Hard-Hearted Pharaoh

High on my list of Passover FAQs:

a) Why does God harden Pharaoh’s heart?

b) Why did God not simply “soften” Pharaoh’s heart, show him the error of his ways, and facilitate the emancipation of the Hebrews in a peaceful and loving way?

Undoubtedly, Pharaoh’s arteriosclerosis is a conundrum. In the text, traditional Jewish commentators point out early discourses between Moses and Pharaoh that state, “Pharaoh’s heart stiffened.” (E.g. Exodus 7:22; 8:15) or “Pharaoh became stubborn” (Exodus 8:10; 8:28). Later, (beginning with Exodus 9:12) the text evolves into, “The Eternal One stiffened Pharaoh’s heart.”

This shift, according to the commentators, reflects the view that inertia—the unchecked hardening of Pharaoh’s heart (his stubbornness)—took the matter out of Pharaoh’s hands, and evil took on a life of its own.

In Studies in Shemot, Nehama Leibowitz parallels the unchecked acts of evil that Pharaoh committed, to those of Macbeth. At first, Macbeth is reluctant to do wrong. He certainly fears to lay hands on his King, Duncan. With each succeeding murder, though, the voice of his conscience becomes a whisper, and ultimately relinquishes control over Macbeth’s treacherous impulses.

When in Act III, Lady Macbeth, who first encouraged her hesitant husband to kill the King, voices her reservations concerning Macbeth’s reign of terror, Macbeth responds: “Things bad begun make strong themselves by ill.” (Act III, Scene 2, line 55). In other words, the evil has taken on a life of its own; Macbeth can no longer control himself.

So it was, with Pharaoh.

Rabbi Akiba (second century C.E.) foreshadowed Shakespeare’s insight in

Macbeth when he described the inclination to do evil this way:

“At first it (the inclination to do evil) is like a spider’s thread and at last it is like a rope of a ship.”

(Genesis Rabbah 22:6).

Rabbi Simeon ben Levi said:

“The evil inclination of a person waxes stronger day by day.

It seeks to kill him.   If God did not help, a person could not overcome it.”

(B. Kiddushin 30 b).

Implicit in this text is the notion that a person must enlist God’s help to repress the inclination to do evil. God will not do it for us unless we consciously make the effort.

In other words, only through diligent effort and appeal to God for help, can humans overcome the inclination to do wrong. When we persist in evil, when we ignore God’s will, evil takes on strength greater than us. Those uncomfortable with such direct references to the Almighty, but who still seek guidance from traditional texts, might choose to substitute, “appeal to the voice of our conscience” for “enlist God’s help.”

In Pirke Avoth (3:19) we find one of Jewish thought’s most enigmatic teachings: “All is foreseen. Yet free will is given.” As the rabbis understood God, the Almighty knows exactly what will happen. At the same time, the rabbis uphold the ability of human beings to make moral choices of their own volition. So, for the Rabbis, the fact that God announces that the Almighty would harden Pharaoh’s heart (first in Exodus 4:21 and again in 7:3) does not mean that God is responsible for Pharaoh’s evil. The point is that Pharaoh was in no way receptive to God’s guidance.

God, then, did not actually harden Pharaoh’s heart. God allowed Pharaoh to continue on his chosen course. God allows all of us to do the same. Although most of us, at times, have wished that God would step in and change people, but such action would rob us of the free will that gives life meaning.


▸ **TASK INSTRUCTIONS**:
After finding the line with "Task: Click on the input: Email" in the entries below, retype exactly each line from there through the line with "What do you see at coordinates (233, 20)", including that final line.

TASK MATERIAL: Begin

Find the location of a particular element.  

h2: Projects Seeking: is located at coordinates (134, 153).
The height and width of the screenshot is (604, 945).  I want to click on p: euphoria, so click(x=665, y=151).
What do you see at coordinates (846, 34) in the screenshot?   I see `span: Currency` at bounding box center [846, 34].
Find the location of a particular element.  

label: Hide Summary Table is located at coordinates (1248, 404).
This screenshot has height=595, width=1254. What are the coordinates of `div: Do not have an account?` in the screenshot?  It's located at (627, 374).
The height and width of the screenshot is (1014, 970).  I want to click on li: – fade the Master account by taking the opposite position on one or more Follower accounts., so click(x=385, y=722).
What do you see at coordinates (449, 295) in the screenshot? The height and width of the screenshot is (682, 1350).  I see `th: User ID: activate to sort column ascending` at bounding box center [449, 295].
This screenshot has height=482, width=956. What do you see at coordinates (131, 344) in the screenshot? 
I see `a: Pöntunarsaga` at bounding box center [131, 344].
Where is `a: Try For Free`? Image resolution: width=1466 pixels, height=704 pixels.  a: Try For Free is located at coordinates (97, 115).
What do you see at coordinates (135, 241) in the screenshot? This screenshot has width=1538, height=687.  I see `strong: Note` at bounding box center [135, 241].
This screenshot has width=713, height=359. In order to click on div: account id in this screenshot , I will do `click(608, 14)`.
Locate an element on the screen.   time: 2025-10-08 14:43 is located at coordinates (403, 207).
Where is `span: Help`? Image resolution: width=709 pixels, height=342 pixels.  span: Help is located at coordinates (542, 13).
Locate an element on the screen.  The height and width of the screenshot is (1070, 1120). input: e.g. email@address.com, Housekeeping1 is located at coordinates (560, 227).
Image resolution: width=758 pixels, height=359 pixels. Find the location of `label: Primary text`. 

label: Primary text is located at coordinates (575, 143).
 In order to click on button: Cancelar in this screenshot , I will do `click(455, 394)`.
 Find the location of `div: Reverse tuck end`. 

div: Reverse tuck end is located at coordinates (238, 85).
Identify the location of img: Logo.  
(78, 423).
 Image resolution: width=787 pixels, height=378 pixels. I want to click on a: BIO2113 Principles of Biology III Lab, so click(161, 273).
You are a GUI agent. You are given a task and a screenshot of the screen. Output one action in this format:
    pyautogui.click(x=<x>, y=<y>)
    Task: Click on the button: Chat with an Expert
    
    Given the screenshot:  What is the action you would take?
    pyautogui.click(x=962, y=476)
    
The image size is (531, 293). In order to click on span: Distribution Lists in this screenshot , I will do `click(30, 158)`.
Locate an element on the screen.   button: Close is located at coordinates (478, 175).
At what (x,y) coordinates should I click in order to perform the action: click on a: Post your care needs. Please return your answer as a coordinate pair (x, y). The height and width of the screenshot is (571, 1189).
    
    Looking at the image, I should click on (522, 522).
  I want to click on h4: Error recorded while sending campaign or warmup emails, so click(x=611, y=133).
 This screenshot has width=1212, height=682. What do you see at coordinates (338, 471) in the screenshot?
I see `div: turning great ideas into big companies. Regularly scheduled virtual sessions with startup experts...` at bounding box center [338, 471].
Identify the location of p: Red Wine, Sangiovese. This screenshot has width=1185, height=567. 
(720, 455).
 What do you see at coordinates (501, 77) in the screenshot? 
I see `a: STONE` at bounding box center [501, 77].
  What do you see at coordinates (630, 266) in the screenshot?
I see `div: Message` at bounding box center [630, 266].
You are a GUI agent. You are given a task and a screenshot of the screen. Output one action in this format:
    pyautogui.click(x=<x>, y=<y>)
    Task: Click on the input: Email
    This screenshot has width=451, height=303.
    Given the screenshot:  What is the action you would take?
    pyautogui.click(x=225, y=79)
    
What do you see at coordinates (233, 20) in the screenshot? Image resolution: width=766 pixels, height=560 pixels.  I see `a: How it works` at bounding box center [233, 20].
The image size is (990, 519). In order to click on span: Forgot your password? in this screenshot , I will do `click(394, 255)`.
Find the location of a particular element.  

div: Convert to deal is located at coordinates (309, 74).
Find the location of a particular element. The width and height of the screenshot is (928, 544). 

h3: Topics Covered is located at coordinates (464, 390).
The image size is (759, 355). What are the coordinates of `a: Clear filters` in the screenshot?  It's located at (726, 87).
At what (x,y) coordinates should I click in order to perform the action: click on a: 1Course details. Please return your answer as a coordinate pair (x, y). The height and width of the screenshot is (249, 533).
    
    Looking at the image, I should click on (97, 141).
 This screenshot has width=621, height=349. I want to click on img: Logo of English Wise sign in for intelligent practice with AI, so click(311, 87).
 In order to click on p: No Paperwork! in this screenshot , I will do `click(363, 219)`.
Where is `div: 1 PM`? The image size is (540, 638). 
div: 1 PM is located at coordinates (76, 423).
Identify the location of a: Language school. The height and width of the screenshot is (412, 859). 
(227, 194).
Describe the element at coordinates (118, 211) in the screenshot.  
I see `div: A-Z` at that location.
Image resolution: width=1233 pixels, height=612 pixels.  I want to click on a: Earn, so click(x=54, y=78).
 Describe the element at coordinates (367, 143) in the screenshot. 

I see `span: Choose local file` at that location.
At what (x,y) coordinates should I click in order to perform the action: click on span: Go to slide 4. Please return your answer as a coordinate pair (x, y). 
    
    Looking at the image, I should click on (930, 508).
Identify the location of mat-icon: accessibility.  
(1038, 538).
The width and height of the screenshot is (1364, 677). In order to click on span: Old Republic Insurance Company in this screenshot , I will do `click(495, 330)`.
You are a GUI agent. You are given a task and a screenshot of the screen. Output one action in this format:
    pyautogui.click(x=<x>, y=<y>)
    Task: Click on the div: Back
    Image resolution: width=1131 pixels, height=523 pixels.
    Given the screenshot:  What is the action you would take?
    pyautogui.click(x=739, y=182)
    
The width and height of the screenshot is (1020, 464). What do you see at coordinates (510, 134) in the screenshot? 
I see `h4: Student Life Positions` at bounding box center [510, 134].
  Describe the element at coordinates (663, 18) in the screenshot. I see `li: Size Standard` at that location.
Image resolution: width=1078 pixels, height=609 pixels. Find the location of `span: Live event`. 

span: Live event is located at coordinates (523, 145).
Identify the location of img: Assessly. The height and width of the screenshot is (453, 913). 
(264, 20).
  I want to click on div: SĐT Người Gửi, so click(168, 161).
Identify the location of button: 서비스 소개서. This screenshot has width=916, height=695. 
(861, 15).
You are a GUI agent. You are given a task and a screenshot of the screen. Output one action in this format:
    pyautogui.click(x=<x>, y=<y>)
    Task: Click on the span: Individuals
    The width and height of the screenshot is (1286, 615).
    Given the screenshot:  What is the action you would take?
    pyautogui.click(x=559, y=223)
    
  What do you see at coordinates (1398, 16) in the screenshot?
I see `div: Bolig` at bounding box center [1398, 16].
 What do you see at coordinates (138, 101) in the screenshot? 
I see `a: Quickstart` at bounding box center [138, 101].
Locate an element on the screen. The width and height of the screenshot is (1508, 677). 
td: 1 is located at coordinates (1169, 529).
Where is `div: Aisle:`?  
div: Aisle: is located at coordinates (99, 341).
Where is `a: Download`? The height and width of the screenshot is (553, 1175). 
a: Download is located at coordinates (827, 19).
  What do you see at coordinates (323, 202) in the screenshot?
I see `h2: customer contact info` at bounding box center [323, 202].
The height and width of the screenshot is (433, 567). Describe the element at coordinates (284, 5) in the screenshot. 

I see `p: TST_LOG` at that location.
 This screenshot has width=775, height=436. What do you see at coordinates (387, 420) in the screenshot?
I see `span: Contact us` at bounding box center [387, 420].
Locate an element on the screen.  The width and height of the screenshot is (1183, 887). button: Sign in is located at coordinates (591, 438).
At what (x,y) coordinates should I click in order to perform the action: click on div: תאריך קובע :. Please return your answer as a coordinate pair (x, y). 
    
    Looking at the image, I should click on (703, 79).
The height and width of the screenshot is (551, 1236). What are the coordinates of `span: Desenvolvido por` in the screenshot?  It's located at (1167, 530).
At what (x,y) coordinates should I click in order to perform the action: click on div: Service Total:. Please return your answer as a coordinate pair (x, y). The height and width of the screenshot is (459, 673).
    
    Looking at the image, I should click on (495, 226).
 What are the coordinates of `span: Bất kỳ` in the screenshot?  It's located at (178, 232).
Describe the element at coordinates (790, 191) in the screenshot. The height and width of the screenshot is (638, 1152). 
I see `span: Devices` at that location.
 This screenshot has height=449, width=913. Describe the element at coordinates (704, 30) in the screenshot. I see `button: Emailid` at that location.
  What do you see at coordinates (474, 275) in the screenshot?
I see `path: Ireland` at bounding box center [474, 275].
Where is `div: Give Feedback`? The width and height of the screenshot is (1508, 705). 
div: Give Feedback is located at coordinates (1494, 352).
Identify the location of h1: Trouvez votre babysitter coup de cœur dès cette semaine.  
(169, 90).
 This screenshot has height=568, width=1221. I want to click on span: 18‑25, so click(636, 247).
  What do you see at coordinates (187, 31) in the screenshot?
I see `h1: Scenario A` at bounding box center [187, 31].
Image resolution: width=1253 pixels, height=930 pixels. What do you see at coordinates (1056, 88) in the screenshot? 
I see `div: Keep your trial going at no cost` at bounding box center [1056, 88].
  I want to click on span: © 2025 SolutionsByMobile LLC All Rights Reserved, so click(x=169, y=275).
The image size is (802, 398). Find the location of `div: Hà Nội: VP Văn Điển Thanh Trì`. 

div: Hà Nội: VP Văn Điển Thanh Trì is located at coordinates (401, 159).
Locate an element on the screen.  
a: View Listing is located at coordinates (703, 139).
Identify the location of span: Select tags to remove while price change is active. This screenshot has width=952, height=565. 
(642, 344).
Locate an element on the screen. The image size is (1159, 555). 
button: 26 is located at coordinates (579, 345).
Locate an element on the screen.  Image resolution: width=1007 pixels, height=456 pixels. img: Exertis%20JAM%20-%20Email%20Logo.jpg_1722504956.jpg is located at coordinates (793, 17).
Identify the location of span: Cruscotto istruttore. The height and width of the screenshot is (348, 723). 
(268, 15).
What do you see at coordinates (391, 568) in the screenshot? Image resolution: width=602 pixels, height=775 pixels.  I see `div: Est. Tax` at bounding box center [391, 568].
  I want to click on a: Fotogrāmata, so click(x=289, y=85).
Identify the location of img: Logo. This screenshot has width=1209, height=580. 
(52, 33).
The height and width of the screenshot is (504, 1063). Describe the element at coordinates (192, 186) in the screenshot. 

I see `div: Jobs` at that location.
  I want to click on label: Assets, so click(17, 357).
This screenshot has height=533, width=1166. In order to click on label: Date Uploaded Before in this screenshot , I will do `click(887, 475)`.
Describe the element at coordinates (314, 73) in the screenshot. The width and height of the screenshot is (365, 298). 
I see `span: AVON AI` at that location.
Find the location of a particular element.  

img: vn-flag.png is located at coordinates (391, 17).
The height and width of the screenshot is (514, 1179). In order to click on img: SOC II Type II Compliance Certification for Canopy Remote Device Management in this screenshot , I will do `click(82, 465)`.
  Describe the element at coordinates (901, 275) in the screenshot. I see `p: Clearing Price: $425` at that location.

TASK MATERIAL: End

▸ **RESULT**:
    Task: Click on the input: Email
    This screenshot has width=451, height=303.
    Given the screenshot:  What is the action you would take?
    pyautogui.click(x=225, y=79)
    
What do you see at coordinates (233, 20) in the screenshot? Image resolution: width=766 pixels, height=560 pixels.  I see `a: How it works` at bounding box center [233, 20].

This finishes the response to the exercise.